Bugs are problems discovered after shipping. With provenance, root cause analysis is a temporal query: “This bug was introduced in session X, when the agent read files A and B but missed file C.” No archaeology required.

Roadmaps are predicted work. A roadmap is problems you expect to solve, ordered by priority. With provenance:

  • “What’s planned?” → unresolved problems, sorted
  • “What’s blocked?” → problems with unresolved dependencies
  • “What did we defer?” → problems tagged deferred

The roadmap emerges from querying the problem stream, not from a separate tool synced to your commits.

Issues, bugs, and roadmaps are all views on the same data: problems and their resolution status. Separate tools exist because version control doesn’t capture enough context.
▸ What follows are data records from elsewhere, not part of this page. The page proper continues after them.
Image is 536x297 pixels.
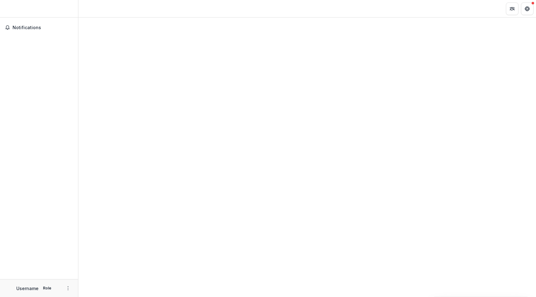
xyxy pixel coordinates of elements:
button: Get Help [521,3,534,15]
button: Notifications [3,23,76,33]
p: Role [41,285,53,291]
span: Notifications [13,25,73,30]
button: Partners [506,3,519,15]
p: Username [16,285,39,292]
button: More [64,284,72,292]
Fix that, and project management becomes a query language.

Where We Are Now

We already have pieces of this in our practice:

  • Problem/Solution commit format preserves why alongside what
  • W-questions framework (who/what/where/when/why/how) is structured provenance
  • Co-Authored-By: Claude trailers trace AI involvement

What we’re missing:

  • Read tracing (what files informed the commit)
  • Task reformulation (how the agent understood the request)
  • Temporal queries (what was true when)
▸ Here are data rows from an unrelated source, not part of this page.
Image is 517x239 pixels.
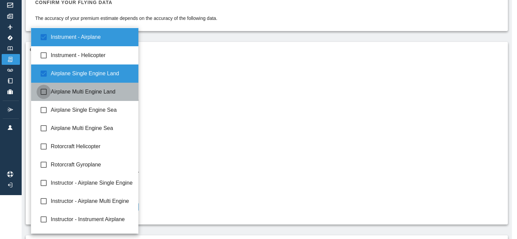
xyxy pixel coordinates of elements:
[51,51,133,60] span: Instrument - Helicopter
[51,88,133,96] span: Airplane Multi Engine Land
[51,33,133,41] span: Instrument - Airplane
[51,124,133,133] span: Airplane Multi Engine Sea
[51,216,133,224] span: Instructor - Instrument Airplane
[51,179,133,187] span: Instructor - Airplane Single Engine
[51,143,133,151] span: Rotorcraft Helicopter
[51,161,133,169] span: Rotorcraft Gyroplane
[51,106,133,114] span: Airplane Single Engine Sea
[51,198,133,206] span: Instructor - Airplane Multi Engine
[51,70,133,78] span: Airplane Single Engine Land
The path forward might be extending what we have rather than replacing it. Commits gain metadata. Reviews gain trace links. The knowledge graph emerges from accumulated practice.

Our workspace architecture is a stepping stone toward this future. We’ve built a Git-based system where documentation, multi-repo operations, and AI interactions all flow through version control. Claude merges PRs, reviews code, saves research: actions that leave traces in Git. But we’re hitting Git’s limits. It captures what changed, not the decision path that led there. When provenance-native version control arrives, workspaces like ours would be the first beneficiaries: every agent session, every handoff, every reformulation captured and queryable.


Git gave us a superpower: fearless change, because we could always go back. But “back” was about what changed, not why. As agents become collaborators, we need provenance: the full trace of observations, interpretations, and decisions that led to this line of code.

The tools we build next will determine whether agents remain black boxes that happen to write code, or become transparent collaborators whose reasoning we can inspect, trust, and improve.